This poem was written for the celebration of the USA's 250th birthday.


Two twins were born from tyranny:
Fortitude and Liberty.
The boy was firm, strong and brave
And unafraid of any grave,
Refusing kings and cruelty
And state enforced idolatry.
The girl was free, wild and shy,
Finding beauty in the eye
Of every man and every child,
Those beloved and those reviled.

The Crimson Twins were raised by lights,
Nursed by words of sacred rights—
Philosophy, economy,
Theology and polity—
Weaned by ink of steady men
Who ended kingdoms by their pen.

They found a land, an Eden land,
Much better than they could have planned,
From sea to sea, a majesty
Wherein they traveled happily.
They built their cities in the hills,
Around the rivers and their fills,
Among the plains and valleys low,
On mountains growing tall and slow.
And so they grew in both their right
And worked together in the sight
Of every nation king whose hands
Were bleeding people to this land.
Liberty accepted them
And clothed them in her silken hem,
While Fortitude defended all
With hopes to build a home and wall.

They worked and loved in this new life,
Yet still between them came a strife,
A war of siblings, low and rude,
‘Tween Liberty and Fortitude.
They killed and died on every side
Until they healed this great divide,
Forgave, embraced, and cleared the way,
Though scarred and tender to this day.

They grew much faster till they found
More war within the world round:
Nations craving lands and races,
Disregarding human faces.
Liberty would weep to see
This loss of life and cruelty.
She begged her brother’s working arms
To save them the tyrant harms.
She wept in fear to see him go
But gave him garlands fashioned so,
To wreath the weak and trodden down,
To stop injustice in each town,
To break the hands that made the fray
And teach the beauties of her way.
And so was stopped the double war
That raged the world near and far.
The Crimson Twins this glory bore,
A force no one could now ignore.

Fortitude returned to home,
Across the seas and roaming foam,
And found his sister safe from war,
Though both were different than before.
She was angry, he was cold,
Though both retained their smiles of old.
Disagreements soon became
The language of their daily frame.
Scars were opened up again
With blinding blame for what had been.

And now—the neighbor smiles are gone
And fences guard each little lawn.
Liberty now lives in cities,
From her tower, mocks and pities;
Fortitude to rural scenes
Retreats and mocks her lavish means;
Neither thinking of the past
When they were fixed and bonded fast.
And so they won’t be till that time
When war restores them to their prime.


## What needs to be done
Repeat exactly the lines from the first line of the records through the line containing "Image is 748x339 pixels.", and nothing more.

## Data shown
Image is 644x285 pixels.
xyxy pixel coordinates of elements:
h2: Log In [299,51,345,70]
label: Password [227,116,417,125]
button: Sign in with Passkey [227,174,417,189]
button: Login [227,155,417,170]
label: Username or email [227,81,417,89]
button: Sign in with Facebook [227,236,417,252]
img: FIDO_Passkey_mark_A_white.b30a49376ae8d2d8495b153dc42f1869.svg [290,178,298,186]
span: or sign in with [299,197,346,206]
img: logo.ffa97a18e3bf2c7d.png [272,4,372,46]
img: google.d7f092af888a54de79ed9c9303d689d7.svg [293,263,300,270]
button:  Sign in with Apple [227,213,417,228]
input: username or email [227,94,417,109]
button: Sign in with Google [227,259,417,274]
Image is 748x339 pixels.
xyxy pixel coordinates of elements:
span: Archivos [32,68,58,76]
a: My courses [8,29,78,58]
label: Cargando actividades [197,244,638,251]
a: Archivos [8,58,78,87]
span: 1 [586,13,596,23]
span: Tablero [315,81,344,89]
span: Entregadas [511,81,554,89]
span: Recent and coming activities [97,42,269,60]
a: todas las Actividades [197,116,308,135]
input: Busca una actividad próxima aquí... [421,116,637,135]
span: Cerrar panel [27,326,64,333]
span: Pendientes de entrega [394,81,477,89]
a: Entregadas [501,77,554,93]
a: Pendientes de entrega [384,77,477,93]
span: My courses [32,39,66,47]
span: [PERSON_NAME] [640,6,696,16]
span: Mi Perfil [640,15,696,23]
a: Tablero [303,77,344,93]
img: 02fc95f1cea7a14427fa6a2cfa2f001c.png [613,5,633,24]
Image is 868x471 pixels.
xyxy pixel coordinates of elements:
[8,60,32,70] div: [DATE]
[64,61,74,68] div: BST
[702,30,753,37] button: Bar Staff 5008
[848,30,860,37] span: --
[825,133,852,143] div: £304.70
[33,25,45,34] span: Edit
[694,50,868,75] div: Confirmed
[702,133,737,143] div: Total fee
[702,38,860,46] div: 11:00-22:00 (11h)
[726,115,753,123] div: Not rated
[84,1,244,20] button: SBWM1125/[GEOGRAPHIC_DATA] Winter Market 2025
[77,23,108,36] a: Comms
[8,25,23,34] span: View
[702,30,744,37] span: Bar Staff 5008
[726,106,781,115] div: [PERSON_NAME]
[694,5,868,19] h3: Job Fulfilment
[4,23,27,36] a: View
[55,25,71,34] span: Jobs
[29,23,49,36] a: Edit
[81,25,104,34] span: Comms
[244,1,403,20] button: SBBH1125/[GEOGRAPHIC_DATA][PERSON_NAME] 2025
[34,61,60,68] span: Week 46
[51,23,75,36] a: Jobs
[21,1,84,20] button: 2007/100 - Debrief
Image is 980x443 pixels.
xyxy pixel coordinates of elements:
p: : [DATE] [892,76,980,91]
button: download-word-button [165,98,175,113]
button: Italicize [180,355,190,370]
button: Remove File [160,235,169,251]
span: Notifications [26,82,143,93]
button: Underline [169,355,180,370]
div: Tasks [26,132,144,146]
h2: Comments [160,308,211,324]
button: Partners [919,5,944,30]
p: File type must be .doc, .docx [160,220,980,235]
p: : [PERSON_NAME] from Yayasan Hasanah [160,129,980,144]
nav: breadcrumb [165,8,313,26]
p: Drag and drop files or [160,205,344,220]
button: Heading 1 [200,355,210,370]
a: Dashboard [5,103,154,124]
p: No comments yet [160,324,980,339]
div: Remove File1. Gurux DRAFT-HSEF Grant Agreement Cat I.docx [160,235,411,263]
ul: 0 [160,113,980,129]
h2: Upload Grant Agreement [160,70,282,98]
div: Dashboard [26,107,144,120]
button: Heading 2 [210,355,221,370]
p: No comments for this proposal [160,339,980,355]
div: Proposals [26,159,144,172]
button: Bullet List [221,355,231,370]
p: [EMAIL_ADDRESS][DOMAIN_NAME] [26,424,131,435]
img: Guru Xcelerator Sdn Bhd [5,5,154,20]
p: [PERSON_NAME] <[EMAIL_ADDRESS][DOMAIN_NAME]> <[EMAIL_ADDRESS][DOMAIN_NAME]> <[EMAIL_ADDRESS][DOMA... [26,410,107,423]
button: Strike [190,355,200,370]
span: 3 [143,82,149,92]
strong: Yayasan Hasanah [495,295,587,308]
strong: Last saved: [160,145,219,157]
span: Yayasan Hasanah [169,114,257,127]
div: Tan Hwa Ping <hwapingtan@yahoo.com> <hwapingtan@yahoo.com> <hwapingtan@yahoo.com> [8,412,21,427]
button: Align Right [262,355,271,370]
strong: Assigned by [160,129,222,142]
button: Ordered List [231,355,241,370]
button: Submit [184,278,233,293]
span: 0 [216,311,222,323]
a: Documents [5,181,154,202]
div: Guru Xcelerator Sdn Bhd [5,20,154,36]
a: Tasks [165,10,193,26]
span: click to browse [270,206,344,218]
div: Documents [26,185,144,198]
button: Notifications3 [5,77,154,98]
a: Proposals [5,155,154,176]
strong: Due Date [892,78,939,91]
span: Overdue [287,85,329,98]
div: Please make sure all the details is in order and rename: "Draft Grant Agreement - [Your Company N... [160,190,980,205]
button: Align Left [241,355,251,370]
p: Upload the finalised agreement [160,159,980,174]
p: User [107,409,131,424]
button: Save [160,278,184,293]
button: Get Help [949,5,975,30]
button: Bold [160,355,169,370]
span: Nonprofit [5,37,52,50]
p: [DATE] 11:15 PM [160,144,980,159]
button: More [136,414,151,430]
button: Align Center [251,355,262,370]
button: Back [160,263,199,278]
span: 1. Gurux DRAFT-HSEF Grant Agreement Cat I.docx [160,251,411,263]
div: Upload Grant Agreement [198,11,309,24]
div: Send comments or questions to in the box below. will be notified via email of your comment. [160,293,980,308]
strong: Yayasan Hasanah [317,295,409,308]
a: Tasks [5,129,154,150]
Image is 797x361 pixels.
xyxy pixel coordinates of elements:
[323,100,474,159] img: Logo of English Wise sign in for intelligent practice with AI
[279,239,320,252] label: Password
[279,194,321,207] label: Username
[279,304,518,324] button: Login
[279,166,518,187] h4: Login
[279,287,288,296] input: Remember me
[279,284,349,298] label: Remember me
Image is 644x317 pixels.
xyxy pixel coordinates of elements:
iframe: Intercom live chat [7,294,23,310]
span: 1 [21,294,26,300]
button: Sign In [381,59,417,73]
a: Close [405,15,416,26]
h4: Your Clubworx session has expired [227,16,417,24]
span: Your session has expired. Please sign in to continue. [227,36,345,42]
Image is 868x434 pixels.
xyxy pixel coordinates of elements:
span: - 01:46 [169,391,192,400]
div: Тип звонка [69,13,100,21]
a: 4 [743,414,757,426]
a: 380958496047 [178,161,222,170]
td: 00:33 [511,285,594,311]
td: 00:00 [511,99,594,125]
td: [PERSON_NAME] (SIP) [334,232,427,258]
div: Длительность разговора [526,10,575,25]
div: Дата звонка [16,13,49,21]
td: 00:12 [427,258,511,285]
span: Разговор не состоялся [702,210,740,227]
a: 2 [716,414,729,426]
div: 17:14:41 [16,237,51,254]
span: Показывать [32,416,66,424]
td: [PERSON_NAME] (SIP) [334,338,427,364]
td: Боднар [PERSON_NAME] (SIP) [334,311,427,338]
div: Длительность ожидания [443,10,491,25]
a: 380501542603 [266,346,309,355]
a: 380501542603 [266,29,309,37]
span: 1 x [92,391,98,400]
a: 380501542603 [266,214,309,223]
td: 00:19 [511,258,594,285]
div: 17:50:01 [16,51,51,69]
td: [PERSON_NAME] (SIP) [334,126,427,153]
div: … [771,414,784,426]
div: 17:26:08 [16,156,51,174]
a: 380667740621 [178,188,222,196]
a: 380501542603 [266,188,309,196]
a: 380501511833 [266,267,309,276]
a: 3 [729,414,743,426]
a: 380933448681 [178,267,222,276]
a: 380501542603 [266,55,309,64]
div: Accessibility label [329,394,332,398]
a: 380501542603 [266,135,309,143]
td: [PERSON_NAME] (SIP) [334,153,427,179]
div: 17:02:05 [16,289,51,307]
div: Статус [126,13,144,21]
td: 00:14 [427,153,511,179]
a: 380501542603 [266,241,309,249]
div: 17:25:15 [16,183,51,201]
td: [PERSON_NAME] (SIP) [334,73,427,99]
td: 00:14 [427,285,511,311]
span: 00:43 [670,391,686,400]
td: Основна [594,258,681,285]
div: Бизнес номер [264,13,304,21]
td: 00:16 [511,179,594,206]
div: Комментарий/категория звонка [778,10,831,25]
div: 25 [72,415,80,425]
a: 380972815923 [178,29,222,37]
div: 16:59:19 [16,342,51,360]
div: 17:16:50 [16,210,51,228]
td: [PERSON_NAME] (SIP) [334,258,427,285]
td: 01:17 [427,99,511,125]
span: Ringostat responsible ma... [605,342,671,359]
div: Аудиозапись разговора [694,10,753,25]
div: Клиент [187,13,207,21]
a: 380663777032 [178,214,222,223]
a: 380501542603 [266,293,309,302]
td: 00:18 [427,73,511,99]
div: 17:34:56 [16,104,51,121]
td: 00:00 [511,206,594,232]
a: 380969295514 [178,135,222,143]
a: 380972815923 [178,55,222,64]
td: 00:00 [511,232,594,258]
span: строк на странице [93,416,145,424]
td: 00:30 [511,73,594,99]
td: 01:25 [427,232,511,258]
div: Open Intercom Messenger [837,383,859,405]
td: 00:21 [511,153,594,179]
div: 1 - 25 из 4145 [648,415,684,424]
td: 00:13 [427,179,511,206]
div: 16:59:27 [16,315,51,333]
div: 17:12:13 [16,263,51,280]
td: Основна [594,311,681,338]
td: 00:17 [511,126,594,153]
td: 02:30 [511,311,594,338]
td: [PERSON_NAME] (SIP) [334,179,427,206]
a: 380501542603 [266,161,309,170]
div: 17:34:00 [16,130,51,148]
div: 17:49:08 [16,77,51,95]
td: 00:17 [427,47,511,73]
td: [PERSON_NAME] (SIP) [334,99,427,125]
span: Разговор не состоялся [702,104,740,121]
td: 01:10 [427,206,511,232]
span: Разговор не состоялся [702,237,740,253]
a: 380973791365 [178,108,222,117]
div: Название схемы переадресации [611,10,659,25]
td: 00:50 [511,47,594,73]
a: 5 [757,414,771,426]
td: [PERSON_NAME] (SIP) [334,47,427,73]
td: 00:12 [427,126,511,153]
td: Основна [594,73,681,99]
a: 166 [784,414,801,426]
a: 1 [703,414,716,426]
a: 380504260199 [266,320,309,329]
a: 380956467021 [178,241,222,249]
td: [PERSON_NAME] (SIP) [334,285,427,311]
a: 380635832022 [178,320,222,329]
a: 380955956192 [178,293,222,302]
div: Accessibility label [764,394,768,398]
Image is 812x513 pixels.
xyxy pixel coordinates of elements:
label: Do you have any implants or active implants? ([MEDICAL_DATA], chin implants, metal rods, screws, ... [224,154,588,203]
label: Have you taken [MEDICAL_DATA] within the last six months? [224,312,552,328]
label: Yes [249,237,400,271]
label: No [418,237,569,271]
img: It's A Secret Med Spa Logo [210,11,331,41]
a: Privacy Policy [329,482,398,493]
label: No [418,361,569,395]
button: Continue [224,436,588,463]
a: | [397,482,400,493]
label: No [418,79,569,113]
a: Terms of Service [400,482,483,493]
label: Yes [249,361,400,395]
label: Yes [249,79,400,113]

## Response for this exercise
Image is 644x285 pixels.
xyxy pixel coordinates of elements:
h2: Log In [299,51,345,70]
label: Password [227,116,417,125]
button: Sign in with Passkey [227,174,417,189]
button: Login [227,155,417,170]
label: Username or email [227,81,417,89]
button: Sign in with Facebook [227,236,417,252]
img: FIDO_Passkey_mark_A_white.b30a49376ae8d2d8495b153dc42f1869.svg [290,178,298,186]
span: or sign in with [299,197,346,206]
img: logo.ffa97a18e3bf2c7d.png [272,4,372,46]
img: google.d7f092af888a54de79ed9c9303d689d7.svg [293,263,300,270]
button:  Sign in with Apple [227,213,417,228]
input: username or email [227,94,417,109]
button: Sign in with Google [227,259,417,274]
Image is 748x339 pixels.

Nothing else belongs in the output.